In between personal segments, Olbermann diagnosed what he felt were the problems with the reform effort. Take the public option. Its trouble, Olbermann insisted, is its name. "Political speak," Olbermann said. "It is legalese. It is the ego of the informed strutting down the street and saying, 'Look at me, I talk smart.'" (Perhaps not the most cutting insult, coming in the middle of an hour-long monologue.) Instead, Democrats should have called it "Medicare for all," he said. Except the public option would not be Medicare for all. Only people whose companies don't provide insurance, or some small businesses that can't afford private plans now, would even have the choice to enroll in a public insurance plan. And anyone who signs up with a public plan would have to pay a larger monthly premium than they do for Medicare. (Correction: this post originally said Medicare recipients don't pay a premium at all.)

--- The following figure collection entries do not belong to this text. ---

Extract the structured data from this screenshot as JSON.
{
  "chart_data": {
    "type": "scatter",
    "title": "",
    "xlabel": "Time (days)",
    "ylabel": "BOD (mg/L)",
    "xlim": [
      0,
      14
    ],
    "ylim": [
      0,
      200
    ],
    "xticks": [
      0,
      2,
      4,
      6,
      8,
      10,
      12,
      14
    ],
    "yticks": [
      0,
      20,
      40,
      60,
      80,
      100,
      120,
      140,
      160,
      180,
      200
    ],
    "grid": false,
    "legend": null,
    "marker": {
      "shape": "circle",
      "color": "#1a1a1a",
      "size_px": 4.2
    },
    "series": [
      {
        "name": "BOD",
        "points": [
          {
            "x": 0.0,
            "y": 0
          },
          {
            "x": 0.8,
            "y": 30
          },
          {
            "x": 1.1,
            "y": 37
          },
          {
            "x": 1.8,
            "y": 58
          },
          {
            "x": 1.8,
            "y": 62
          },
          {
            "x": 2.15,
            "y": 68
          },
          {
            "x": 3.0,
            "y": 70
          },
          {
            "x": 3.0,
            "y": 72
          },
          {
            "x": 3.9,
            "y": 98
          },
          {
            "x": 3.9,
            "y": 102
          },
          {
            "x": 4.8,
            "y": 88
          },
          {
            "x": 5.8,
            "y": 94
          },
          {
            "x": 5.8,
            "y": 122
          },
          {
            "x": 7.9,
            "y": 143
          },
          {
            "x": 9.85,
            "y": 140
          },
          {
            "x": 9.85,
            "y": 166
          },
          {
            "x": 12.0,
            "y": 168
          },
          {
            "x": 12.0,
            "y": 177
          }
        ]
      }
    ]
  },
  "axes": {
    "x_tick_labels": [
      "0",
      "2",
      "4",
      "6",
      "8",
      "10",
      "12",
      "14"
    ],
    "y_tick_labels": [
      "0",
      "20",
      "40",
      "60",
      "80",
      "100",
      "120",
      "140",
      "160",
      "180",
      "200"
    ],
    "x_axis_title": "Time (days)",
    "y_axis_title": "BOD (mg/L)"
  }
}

Olbermann knew all that. Calling the public option Medicare for all "might not be literally true, but instead of terrifying, it would be reassuring," he said. Explaining how it would work -- or why the Senate Finance Committee is resisting putting it in the bill -- might have been a more productive use of his time.
The "Special Comment" took on all sorts of issues that didn't appear to have much to do with the healthcare debate. Olbermann engaged in a rhetorical battle with Winston Churchill, who had opposed national health insurance in Britain after World War II (and, Olbermann said, lost his government for it). He won the fight, for what it was worth, by digging up a Churchill quote from the 1930s where the former British prime minister insisted government had a right to provide for people's well-being. But what was the point? Churchill is dead; the healthcare reform plan isn't remotely modeled on Britain's National Health Service; the only people who think it is are the conservative opponents of reform. The same went for Olbermann's references to 1840s Manchester, or his lengthy discussion of corporate-owned life insurance, the point of which seemed to be that corporations are greedy. (Breaking news.)

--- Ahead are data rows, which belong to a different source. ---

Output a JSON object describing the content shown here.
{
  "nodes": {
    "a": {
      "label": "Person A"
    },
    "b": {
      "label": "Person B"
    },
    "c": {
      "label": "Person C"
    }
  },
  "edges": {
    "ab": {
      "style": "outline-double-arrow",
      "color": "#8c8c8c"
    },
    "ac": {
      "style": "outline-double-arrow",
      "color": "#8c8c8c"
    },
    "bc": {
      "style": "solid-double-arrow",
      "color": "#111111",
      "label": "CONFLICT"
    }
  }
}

Insurance companies, rightly, came in for a special lambasting. "We must recognize the enemy here," Olbermann said. "It is an enemy capable of perverting reform meant for you and me into its own ATM." But again, Olbermann mostly ignored what's actually happening, in favor of preaching to the choir, rather than explaining the situation. He told viewers not to think of doctors or pharmacists as their enemy, but how many do? "The time has come to realign this battle here so that it is not just us against the entire medical establishment," he said. Most of the medical establishment -- including doctors and pharmacists -- is still on board with reform, and many industry groups don't even oppose a public option the way insurance companies do. And he couldn't help going overboard here, either. "You shall not crucify mankind upon a cross of blue," Olbermann said, paraphrasing William Jennings Bryan.

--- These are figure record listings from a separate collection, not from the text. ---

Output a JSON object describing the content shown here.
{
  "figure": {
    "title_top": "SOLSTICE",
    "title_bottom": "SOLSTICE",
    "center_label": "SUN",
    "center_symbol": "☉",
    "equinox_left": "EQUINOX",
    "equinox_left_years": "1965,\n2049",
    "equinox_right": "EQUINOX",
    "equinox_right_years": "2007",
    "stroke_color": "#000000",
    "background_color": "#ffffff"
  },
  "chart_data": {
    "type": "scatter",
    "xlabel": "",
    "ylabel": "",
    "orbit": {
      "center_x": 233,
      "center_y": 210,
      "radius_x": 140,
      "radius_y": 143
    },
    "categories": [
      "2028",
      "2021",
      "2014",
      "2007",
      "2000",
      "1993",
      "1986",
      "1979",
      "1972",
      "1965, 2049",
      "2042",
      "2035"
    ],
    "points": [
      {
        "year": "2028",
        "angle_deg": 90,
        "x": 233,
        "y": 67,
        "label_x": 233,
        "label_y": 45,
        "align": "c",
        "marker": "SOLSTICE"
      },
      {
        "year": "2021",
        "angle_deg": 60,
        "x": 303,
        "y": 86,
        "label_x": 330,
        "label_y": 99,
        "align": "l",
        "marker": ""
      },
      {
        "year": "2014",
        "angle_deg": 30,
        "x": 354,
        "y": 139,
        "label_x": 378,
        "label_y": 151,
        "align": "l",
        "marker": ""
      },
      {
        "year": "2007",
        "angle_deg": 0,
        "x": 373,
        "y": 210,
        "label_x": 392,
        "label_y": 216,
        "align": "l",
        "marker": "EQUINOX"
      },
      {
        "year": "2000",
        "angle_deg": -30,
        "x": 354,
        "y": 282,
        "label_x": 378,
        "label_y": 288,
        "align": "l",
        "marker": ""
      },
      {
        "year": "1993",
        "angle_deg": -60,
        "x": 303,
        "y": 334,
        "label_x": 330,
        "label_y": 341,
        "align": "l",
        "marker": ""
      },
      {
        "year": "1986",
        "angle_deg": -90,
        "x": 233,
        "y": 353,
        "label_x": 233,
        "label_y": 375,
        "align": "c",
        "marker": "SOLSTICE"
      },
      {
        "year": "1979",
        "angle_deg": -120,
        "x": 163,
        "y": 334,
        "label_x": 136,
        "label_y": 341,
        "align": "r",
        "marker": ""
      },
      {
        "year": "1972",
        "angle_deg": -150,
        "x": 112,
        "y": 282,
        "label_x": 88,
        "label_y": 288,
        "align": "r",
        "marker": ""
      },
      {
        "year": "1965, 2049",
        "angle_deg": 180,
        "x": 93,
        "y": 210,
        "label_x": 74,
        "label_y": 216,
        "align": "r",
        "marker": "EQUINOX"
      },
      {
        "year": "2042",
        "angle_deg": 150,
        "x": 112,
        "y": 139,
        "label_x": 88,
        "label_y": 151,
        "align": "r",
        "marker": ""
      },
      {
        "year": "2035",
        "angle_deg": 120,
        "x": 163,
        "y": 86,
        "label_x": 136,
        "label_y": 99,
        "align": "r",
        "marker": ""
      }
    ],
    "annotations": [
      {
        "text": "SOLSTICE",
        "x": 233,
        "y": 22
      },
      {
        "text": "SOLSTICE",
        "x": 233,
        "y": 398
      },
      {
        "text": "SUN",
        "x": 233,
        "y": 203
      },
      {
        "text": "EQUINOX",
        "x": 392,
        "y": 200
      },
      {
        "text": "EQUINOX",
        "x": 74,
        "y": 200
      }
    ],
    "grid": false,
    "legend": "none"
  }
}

By the end of the hour, Olbermann had stopped declaiming and come up with something that might be able to do something about it all. His initial impulse was to call for an insurance strike, he said. But that would just make the problem worse. So instead he asked viewers to join an effort by the National Association of Free Clinics to sponsor clinics in five cities -- Little Rock, Ark.; Butte, Mont.; Las Vegas; Baton Rouge, La.; and Lincoln, Neb. -- represented by Democratic senators who could vote to stop a GOP filibuster against healthcare reform.
It was a call to action, and it could help bring about change. If only you could say the same about the rest of the show.